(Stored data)
◆ ◆ ◆

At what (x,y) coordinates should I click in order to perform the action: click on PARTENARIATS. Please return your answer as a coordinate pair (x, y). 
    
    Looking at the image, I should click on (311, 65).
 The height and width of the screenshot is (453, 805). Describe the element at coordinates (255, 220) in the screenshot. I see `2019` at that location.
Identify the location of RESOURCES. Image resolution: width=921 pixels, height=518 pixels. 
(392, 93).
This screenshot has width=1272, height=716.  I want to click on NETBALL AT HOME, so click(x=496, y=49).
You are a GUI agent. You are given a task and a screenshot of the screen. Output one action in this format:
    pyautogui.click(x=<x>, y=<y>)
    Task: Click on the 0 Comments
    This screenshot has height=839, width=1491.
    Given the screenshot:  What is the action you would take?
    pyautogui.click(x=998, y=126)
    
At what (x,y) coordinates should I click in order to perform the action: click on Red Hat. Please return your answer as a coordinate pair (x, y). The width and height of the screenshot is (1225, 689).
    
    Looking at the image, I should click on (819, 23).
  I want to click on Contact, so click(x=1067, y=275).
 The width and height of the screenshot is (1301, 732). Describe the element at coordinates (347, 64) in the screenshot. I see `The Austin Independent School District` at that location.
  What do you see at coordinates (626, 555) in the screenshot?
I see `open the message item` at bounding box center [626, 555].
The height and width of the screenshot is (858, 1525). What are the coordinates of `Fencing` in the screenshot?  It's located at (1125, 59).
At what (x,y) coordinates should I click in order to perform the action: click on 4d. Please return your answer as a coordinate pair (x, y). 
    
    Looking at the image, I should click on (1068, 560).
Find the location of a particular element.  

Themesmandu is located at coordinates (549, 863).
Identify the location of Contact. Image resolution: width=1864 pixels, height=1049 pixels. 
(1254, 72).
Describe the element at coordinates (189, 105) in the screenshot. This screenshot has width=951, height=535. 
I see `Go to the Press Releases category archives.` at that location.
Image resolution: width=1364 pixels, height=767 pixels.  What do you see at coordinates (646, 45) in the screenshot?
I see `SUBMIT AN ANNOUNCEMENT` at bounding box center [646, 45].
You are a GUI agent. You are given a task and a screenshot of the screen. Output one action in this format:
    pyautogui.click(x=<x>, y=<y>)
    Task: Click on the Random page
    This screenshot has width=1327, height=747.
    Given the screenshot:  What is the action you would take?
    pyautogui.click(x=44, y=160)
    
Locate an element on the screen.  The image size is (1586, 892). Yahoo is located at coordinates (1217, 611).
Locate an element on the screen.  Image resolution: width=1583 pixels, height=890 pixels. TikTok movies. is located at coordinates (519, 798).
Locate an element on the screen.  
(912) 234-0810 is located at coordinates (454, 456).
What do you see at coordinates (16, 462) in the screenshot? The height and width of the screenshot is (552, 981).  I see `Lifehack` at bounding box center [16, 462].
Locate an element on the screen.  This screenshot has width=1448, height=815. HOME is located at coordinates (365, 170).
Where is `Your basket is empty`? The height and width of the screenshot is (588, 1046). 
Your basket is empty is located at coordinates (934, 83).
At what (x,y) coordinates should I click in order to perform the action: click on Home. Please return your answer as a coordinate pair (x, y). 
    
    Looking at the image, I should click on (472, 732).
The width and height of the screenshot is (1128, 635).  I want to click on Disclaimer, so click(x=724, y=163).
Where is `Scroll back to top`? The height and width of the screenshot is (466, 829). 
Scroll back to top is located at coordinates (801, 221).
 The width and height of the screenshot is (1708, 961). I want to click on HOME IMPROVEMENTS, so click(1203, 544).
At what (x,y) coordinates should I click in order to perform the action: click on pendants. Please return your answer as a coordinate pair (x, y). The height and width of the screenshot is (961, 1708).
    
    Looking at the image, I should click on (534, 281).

◆ ◆ ◆

### REQUIREMENT
An exact copy of every entry is what is needed here.

### WRITTEN ANSWER
At what (x,y) coordinates should I click in order to perform the action: click on PARTENARIATS. Please return your answer as a coordinate pair (x, y). 
    
    Looking at the image, I should click on (311, 65).
 The height and width of the screenshot is (453, 805). Describe the element at coordinates (255, 220) in the screenshot. I see `2019` at that location.
Identify the location of RESOURCES. Image resolution: width=921 pixels, height=518 pixels. 
(392, 93).
This screenshot has width=1272, height=716.  I want to click on NETBALL AT HOME, so click(x=496, y=49).
You are a GUI agent. You are given a task and a screenshot of the screen. Output one action in this format:
    pyautogui.click(x=<x>, y=<y>)
    Task: Click on the 0 Comments
    This screenshot has height=839, width=1491.
    Given the screenshot:  What is the action you would take?
    pyautogui.click(x=998, y=126)
    
At what (x,y) coordinates should I click in order to perform the action: click on Red Hat. Please return your answer as a coordinate pair (x, y). The width and height of the screenshot is (1225, 689).
    
    Looking at the image, I should click on (819, 23).
  I want to click on Contact, so click(x=1067, y=275).
 The width and height of the screenshot is (1301, 732). Describe the element at coordinates (347, 64) in the screenshot. I see `The Austin Independent School District` at that location.
  What do you see at coordinates (626, 555) in the screenshot?
I see `open the message item` at bounding box center [626, 555].
The height and width of the screenshot is (858, 1525). What are the coordinates of `Fencing` in the screenshot?  It's located at (1125, 59).
At what (x,y) coordinates should I click in order to perform the action: click on 4d. Please return your answer as a coordinate pair (x, y). 
    
    Looking at the image, I should click on (1068, 560).
Find the location of a particular element.  

Themesmandu is located at coordinates (549, 863).
Identify the location of Contact. Image resolution: width=1864 pixels, height=1049 pixels. 
(1254, 72).
Describe the element at coordinates (189, 105) in the screenshot. This screenshot has width=951, height=535. 
I see `Go to the Press Releases category archives.` at that location.
Image resolution: width=1364 pixels, height=767 pixels.  What do you see at coordinates (646, 45) in the screenshot?
I see `SUBMIT AN ANNOUNCEMENT` at bounding box center [646, 45].
You are a GUI agent. You are given a task and a screenshot of the screen. Output one action in this format:
    pyautogui.click(x=<x>, y=<y>)
    Task: Click on the Random page
    This screenshot has width=1327, height=747.
    Given the screenshot:  What is the action you would take?
    pyautogui.click(x=44, y=160)
    
Locate an element on the screen.  The image size is (1586, 892). Yahoo is located at coordinates (1217, 611).
Locate an element on the screen.  Image resolution: width=1583 pixels, height=890 pixels. TikTok movies. is located at coordinates (519, 798).
Locate an element on the screen.  
(912) 234-0810 is located at coordinates (454, 456).
What do you see at coordinates (16, 462) in the screenshot? The height and width of the screenshot is (552, 981).  I see `Lifehack` at bounding box center [16, 462].
Locate an element on the screen.  This screenshot has width=1448, height=815. HOME is located at coordinates (365, 170).
Where is `Your basket is empty`? The height and width of the screenshot is (588, 1046). 
Your basket is empty is located at coordinates (934, 83).
At what (x,y) coordinates should I click in order to perform the action: click on Home. Please return your answer as a coordinate pair (x, y). 
    
    Looking at the image, I should click on (472, 732).
The width and height of the screenshot is (1128, 635).  I want to click on Disclaimer, so click(x=724, y=163).
Where is `Scroll back to top`? The height and width of the screenshot is (466, 829). 
Scroll back to top is located at coordinates (801, 221).
 The width and height of the screenshot is (1708, 961). I want to click on HOME IMPROVEMENTS, so click(1203, 544).
At what (x,y) coordinates should I click in order to perform the action: click on pendants. Please return your answer as a coordinate pair (x, y). The height and width of the screenshot is (961, 1708).
    
    Looking at the image, I should click on (534, 281).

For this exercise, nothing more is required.